Maybe you need to combine it with some other pursuit. Enjoy a record with a glass of fine scotch perhaps?
Maybe you need to combine it with some other pursuit. Enjoy a record with a glass of fine scotch perhaps?
My criticism is thus: If you run a home for 'the dying' in India, those people are a lot less terminal than they are in the US. To continue to keep it as a hospice is to ignore the fact that what these people really needed was free medical care.
Mother Teresa largely used the money donated to her to build more convents.
Yeah, I do hope the mention how she got $150 million dollars in donations, but never opened a proper functional hospital.
Its on season 5 or 6. Its been an impressive run of human decency.
I know, there were only like two or three contestants in the whole show that were actually disagreeable bastards.
I don't know about the AVclub, but I'm happy that my Tuesday night Face Off is back. The only thing better than great monster makeup is really, really bizarrely terrible movie makeup.
British Antiquing shows are much cooler "Well, my great grandfather ripped this from a Hindu idol in the 1860s" is much cooler than "My grandma got this doll and kept it."
What a tangled web we weave, when we first produce original programming. It does explain why its some weird British-Canadian fusion.
Thanks, that's pretty much the answer. Those it does seem like a lost opportunity. You'd think the BBC would make more money if BBC America was just a subdivision of itself in the US rather than a middle man for Doctor Who and Orphan Black.
Indeed it is. And BBC America does get a lot of props for making sure that airs here, along with some other Sci-fi programming that NPR doesn't feel like getting.
I'm always afraid of time/content edits in my BBC imports. Certainly I've noticed bits of Doctor Who chopped out from time to time.
What I would like to know is why BBC America is so terrible at airing anything other than Doctor Who, Top Gear and Star Trek TNG? I understand that PBS reaches a wider audience, but the BBC back catalog has got to be pretty huge. They could play a lot more of their original programming.
Maybe? It still seems kind of high given how many other shows you can watch. I bet if they lowered the cost, it might undercut its status as most pirated show.
I think there's room for both methods. Producing a whole season at a time might mean that a show focuses more on something that doesn't work, but it could also allow it to take more chances in its story telling from the get go.
To be fair, you've gelled my complaint from HBO DVDs are too expensive to GoT is too expensive.
For some reason, every robot buyer always takes the "skull crushing strength" upgrade. Just in case.
S1 of Game of Thrones is $40 as a discounted price, hell, even The Wire still costs $30 a season, when you could get most other shows for $20 after a year or two.
I wonder if people are still buying the super expensive HBO DVD sets I see selling at Target for twice what any normal show sells for.
Yeah, I thought that was a weird way of setting up Dark City. I still thought it was a good movie, but it didn't really trust us to understand what it was about.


*WORK INSTRUCTION*. Copy every line of the data in which the word "points" occurs.

(RECORD EXTRACTS Opens)

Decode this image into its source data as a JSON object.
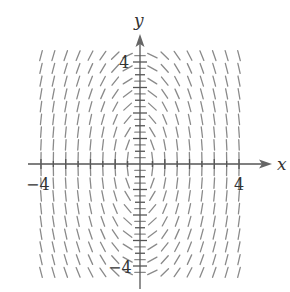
{
  "chart_data": {
    "type": "slope_field",
    "title": "",
    "xlabel": "x",
    "ylabel": "y",
    "equation_estimate": "dy/dx = -4x/y",
    "xlim": [
      -4,
      4
    ],
    "ylim": [
      -4,
      4
    ],
    "x_tick_labels": [
      {
        "value": -4,
        "label": "−4"
      },
      {
        "value": 4,
        "label": "4"
      }
    ],
    "y_tick_labels": [
      {
        "value": 4,
        "label": "4"
      },
      {
        "value": -4,
        "label": "−4"
      }
    ],
    "x_ticks": [
      -4,
      -3.5,
      -3,
      -2.5,
      -2,
      -1.5,
      -1,
      -0.5,
      0.5,
      1,
      1.5,
      2,
      2.5,
      3,
      3.5,
      4
    ],
    "y_ticks": [
      -4,
      -3.5,
      -3,
      -2.5,
      -2,
      -1.5,
      -1,
      -0.5,
      0.5,
      1,
      1.5,
      2,
      2.5,
      3,
      3.5,
      4
    ],
    "field_grid": {
      "x_start": -4,
      "x_end": 4,
      "x_step": 0.5,
      "y_start": -4.25,
      "y_end": 4.25,
      "y_step": 0.5
    },
    "grid": false,
    "legend": null
  },
  "colors": {
    "axis": "#555555",
    "segments": "#8a8a8a",
    "text": "#333333"
  },
  "labels": {
    "x_axis": "x",
    "y_axis": "y",
    "x_min": "−4",
    "x_max": "4",
    "y_max": "4",
    "y_min": "−4"
  }
}
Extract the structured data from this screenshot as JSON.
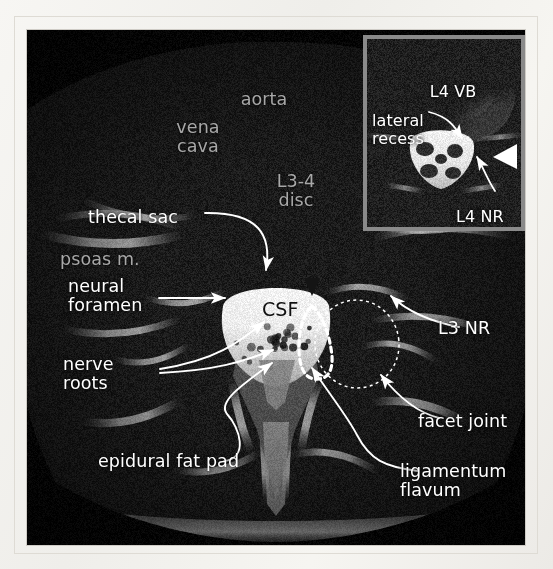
{
  "figure": {
    "modality": "MRI",
    "view": "axial T2 lumbar spine at L3-4",
    "csf_label": "CSF"
  },
  "main_labels": [
    {
      "id": "aorta",
      "text": "aorta",
      "style": "dim",
      "x": 236,
      "y": 70,
      "align": "center"
    },
    {
      "id": "vena-cava",
      "text": "vena\ncava",
      "style": "dim",
      "x": 170,
      "y": 98,
      "align": "center"
    },
    {
      "id": "l3-4-disc",
      "text": "L3-4\ndisc",
      "style": "dim",
      "x": 268,
      "y": 152,
      "align": "center"
    },
    {
      "id": "thecal-sac",
      "text": "thecal sac",
      "style": "white",
      "x": 88,
      "y": 188,
      "align": "left"
    },
    {
      "id": "psoas-m",
      "text": "psoas m.",
      "style": "dim",
      "x": 60,
      "y": 229,
      "align": "left"
    },
    {
      "id": "neural-foramen",
      "text": "neural\nforamen",
      "style": "white",
      "x": 68,
      "y": 266,
      "align": "left"
    },
    {
      "id": "csf",
      "text": "CSF",
      "style": "dark",
      "x": 262,
      "y": 280,
      "align": "left"
    },
    {
      "id": "l3-nr",
      "text": "L3 NR",
      "style": "white",
      "x": 438,
      "y": 299,
      "align": "left"
    },
    {
      "id": "nerve-roots",
      "text": "nerve\nroots",
      "style": "white",
      "x": 63,
      "y": 344,
      "align": "left"
    },
    {
      "id": "facet-joint",
      "text": "facet joint",
      "style": "white",
      "x": 418,
      "y": 392,
      "align": "left"
    },
    {
      "id": "epidural-fat-pad",
      "text": "epidural fat pad",
      "style": "white",
      "x": 98,
      "y": 432,
      "align": "left"
    },
    {
      "id": "ligamentum-flavum",
      "text": "ligamentum\nflavum",
      "style": "white",
      "x": 400,
      "y": 443,
      "align": "left"
    }
  ],
  "inset_labels": [
    {
      "id": "l4-vb",
      "text": "L4 VB",
      "style": "white",
      "x": 424,
      "y": 63,
      "align": "center"
    },
    {
      "id": "lateral-recess",
      "text": "lateral\nrecess",
      "style": "white",
      "x": 372,
      "y": 92,
      "align": "left"
    },
    {
      "id": "l4-nr",
      "text": "L4 NR",
      "style": "white",
      "x": 456,
      "y": 188,
      "align": "left"
    }
  ],
  "markers": [
    {
      "id": "white-arrowhead-inset",
      "kind": "triangle",
      "color": "#ffffff",
      "note": "solid white arrowhead, points left, right edge of inset"
    },
    {
      "id": "dark-arrowhead-csf",
      "kind": "triangle",
      "color": "#1b1b1b",
      "note": "solid dark arrowhead, points down, top of thecal sac"
    }
  ],
  "outlines": [
    {
      "id": "ligamentum-flavum-outline",
      "kind": "dashed-polygon",
      "color": "#ffffff",
      "weight": "heavy"
    },
    {
      "id": "facet-joint-outline",
      "kind": "dashed-ellipse",
      "color": "#ffffff",
      "weight": "fine"
    }
  ],
  "colors": {
    "page_bg": "#f4f2ee",
    "plate_bg": "#070707",
    "label_white": "#ffffff",
    "label_dim": "#a8a8a8",
    "label_dark": "#111111",
    "inset_border": "#8a8a8a",
    "leader_line": "#ffffff"
  }
}
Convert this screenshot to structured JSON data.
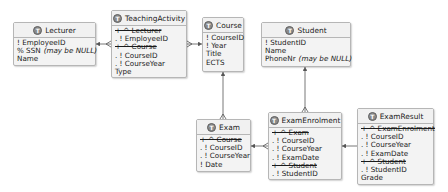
{
  "diagram": {
    "type": "entity-relationship",
    "colors": {
      "box_fill": "#f3f3f3",
      "box_border": "#b6b6b6",
      "icon_fill": "#8a8a8a",
      "line": "#555555"
    },
    "entities": {
      "lecturer": {
        "title": "Lecturer",
        "icon": "T",
        "rows": [
          {
            "text": "! EmployeeID",
            "strike": false
          },
          {
            "text": "% SSN",
            "note": "(may be NULL)",
            "strike": false
          },
          {
            "text": "Name",
            "strike": false
          }
        ]
      },
      "teaching_activity": {
        "title": "TeachingActivity",
        "icon": "T",
        "rows": [
          {
            "text": "+ ^ Lecturer",
            "strike": true
          },
          {
            "text": ". ! EmployeeID",
            "strike": false
          },
          {
            "text": "+ ^ Course",
            "strike": true
          },
          {
            "text": ". ! CourseID",
            "strike": false
          },
          {
            "text": ". ! CourseYear",
            "strike": false
          },
          {
            "text": "Type",
            "strike": false
          }
        ]
      },
      "course": {
        "title": "Course",
        "icon": "T",
        "rows": [
          {
            "text": "! CourseID",
            "strike": false
          },
          {
            "text": "! Year",
            "strike": false
          },
          {
            "text": "Title",
            "strike": false
          },
          {
            "text": "ECTS",
            "strike": false
          }
        ]
      },
      "student": {
        "title": "Student",
        "icon": "T",
        "rows": [
          {
            "text": "! StudentID",
            "strike": false
          },
          {
            "text": "Name",
            "strike": false
          },
          {
            "text": "PhoneNr",
            "note": "(may be NULL)",
            "strike": false
          }
        ]
      },
      "exam": {
        "title": "Exam",
        "icon": "T",
        "rows": [
          {
            "text": "+ ^ Course",
            "strike": true
          },
          {
            "text": ". ! CourseID",
            "strike": false
          },
          {
            "text": ". ! CourseYear",
            "strike": false
          },
          {
            "text": "! Date",
            "strike": false
          }
        ]
      },
      "exam_enrolment": {
        "title": "ExamEnrolment",
        "icon": "T",
        "rows": [
          {
            "text": "+ ^ Exam",
            "strike": true
          },
          {
            "text": ". ! CourseID",
            "strike": false
          },
          {
            "text": ". ! CourseYear",
            "strike": false
          },
          {
            "text": ". ! ExamDate",
            "strike": false
          },
          {
            "text": "+ ^ Student",
            "strike": true
          },
          {
            "text": ". ! StudentID",
            "strike": false
          }
        ]
      },
      "exam_result": {
        "title": "ExamResult",
        "icon": "T",
        "rows": [
          {
            "text": "+ ^ ExamEnrolment",
            "strike": true
          },
          {
            "text": ". ! CourseID",
            "strike": false
          },
          {
            "text": ". ! CourseYear",
            "strike": false
          },
          {
            "text": ". ! ExamDate",
            "strike": false
          },
          {
            "text": "+ ^ Student",
            "strike": true
          },
          {
            "text": ". ! StudentID",
            "strike": false
          },
          {
            "text": "Grade",
            "strike": false
          }
        ]
      }
    },
    "relationships": [
      {
        "from": "TeachingActivity",
        "to": "Lecturer"
      },
      {
        "from": "TeachingActivity",
        "to": "Course"
      },
      {
        "from": "Exam",
        "to": "Course"
      },
      {
        "from": "ExamEnrolment",
        "to": "Student"
      },
      {
        "from": "ExamEnrolment",
        "to": "Exam"
      },
      {
        "from": "ExamResult",
        "to": "ExamEnrolment"
      }
    ]
  }
}
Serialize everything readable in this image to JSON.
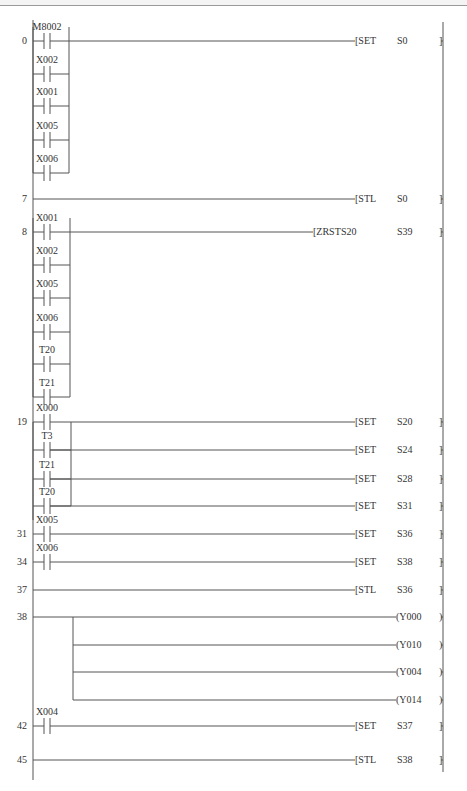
{
  "diagram": {
    "type": "ladder-logic",
    "left_rail_x": 33,
    "right_rail_x": 443,
    "rungs": [
      {
        "step": "0",
        "y": 41,
        "contacts": [
          {
            "label": "M8002",
            "y": 41
          },
          {
            "label": "X002",
            "y": 74
          },
          {
            "label": "X001",
            "y": 106
          },
          {
            "label": "X005",
            "y": 140
          },
          {
            "label": "X006",
            "y": 173
          }
        ],
        "branch_close_x": 69,
        "outputs": [
          {
            "kind": "instr",
            "op": "SET",
            "arg1": "S0",
            "arg2": "",
            "y": 41
          }
        ]
      },
      {
        "step": "7",
        "y": 199,
        "contacts": [],
        "outputs": [
          {
            "kind": "instr",
            "op": "STL",
            "arg1": "S0",
            "arg2": "",
            "y": 199
          }
        ]
      },
      {
        "step": "8",
        "y": 232,
        "contacts": [
          {
            "label": "X001",
            "y": 232
          },
          {
            "label": "X002",
            "y": 265
          },
          {
            "label": "X005",
            "y": 298
          },
          {
            "label": "X006",
            "y": 332
          },
          {
            "label": "T20",
            "y": 364
          },
          {
            "label": "T21",
            "y": 397
          }
        ],
        "branch_close_x": 70,
        "outputs": [
          {
            "kind": "instr",
            "op": "ZRST",
            "arg1": "S20",
            "arg2": "S39",
            "y": 232
          }
        ]
      },
      {
        "step": "19",
        "y": 422,
        "contacts": [
          {
            "label": "X000",
            "y": 422
          },
          {
            "label": "T3",
            "y": 450
          },
          {
            "label": "T21",
            "y": 479
          },
          {
            "label": "T20",
            "y": 506
          }
        ],
        "output_branch_x": 71,
        "outputs": [
          {
            "kind": "instr",
            "op": "SET",
            "arg1": "S20",
            "arg2": "",
            "y": 422
          },
          {
            "kind": "instr",
            "op": "SET",
            "arg1": "S24",
            "arg2": "",
            "y": 450
          },
          {
            "kind": "instr",
            "op": "SET",
            "arg1": "S28",
            "arg2": "",
            "y": 479
          },
          {
            "kind": "instr",
            "op": "SET",
            "arg1": "S31",
            "arg2": "",
            "y": 506
          }
        ]
      },
      {
        "step": "31",
        "y": 534,
        "contacts": [
          {
            "label": "X005",
            "y": 534
          }
        ],
        "outputs": [
          {
            "kind": "instr",
            "op": "SET",
            "arg1": "S36",
            "arg2": "",
            "y": 534
          }
        ]
      },
      {
        "step": "34",
        "y": 562,
        "contacts": [
          {
            "label": "X006",
            "y": 562
          }
        ],
        "outputs": [
          {
            "kind": "instr",
            "op": "SET",
            "arg1": "S38",
            "arg2": "",
            "y": 562
          }
        ]
      },
      {
        "step": "37",
        "y": 590,
        "contacts": [],
        "outputs": [
          {
            "kind": "instr",
            "op": "STL",
            "arg1": "S36",
            "arg2": "",
            "y": 590
          }
        ]
      },
      {
        "step": "38",
        "y": 617,
        "contacts": [],
        "output_branch_x": 73,
        "outputs": [
          {
            "kind": "coil",
            "op": "Y000",
            "y": 617
          },
          {
            "kind": "coil",
            "op": "Y010",
            "y": 645
          },
          {
            "kind": "coil",
            "op": "Y004",
            "y": 672
          },
          {
            "kind": "coil",
            "op": "Y014",
            "y": 700
          }
        ]
      },
      {
        "step": "42",
        "y": 726,
        "contacts": [
          {
            "label": "X004",
            "y": 726
          }
        ],
        "outputs": [
          {
            "kind": "instr",
            "op": "SET",
            "arg1": "S37",
            "arg2": "",
            "y": 726
          }
        ]
      },
      {
        "step": "45",
        "y": 760,
        "contacts": [],
        "outputs": [
          {
            "kind": "instr",
            "op": "STL",
            "arg1": "S38",
            "arg2": "",
            "y": 760
          }
        ]
      }
    ]
  }
}
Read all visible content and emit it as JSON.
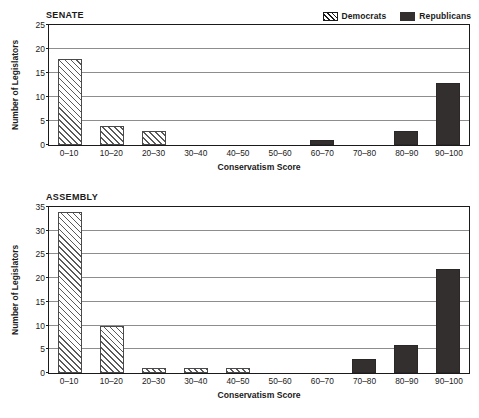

(RECORD EXTRACTS Closes)

*EXERCISE ANSWER*.
      "note": "solid white arrowhead, points left, right edge of inset"
      "note": "solid dark arrowhead, points down, top of thecal sac"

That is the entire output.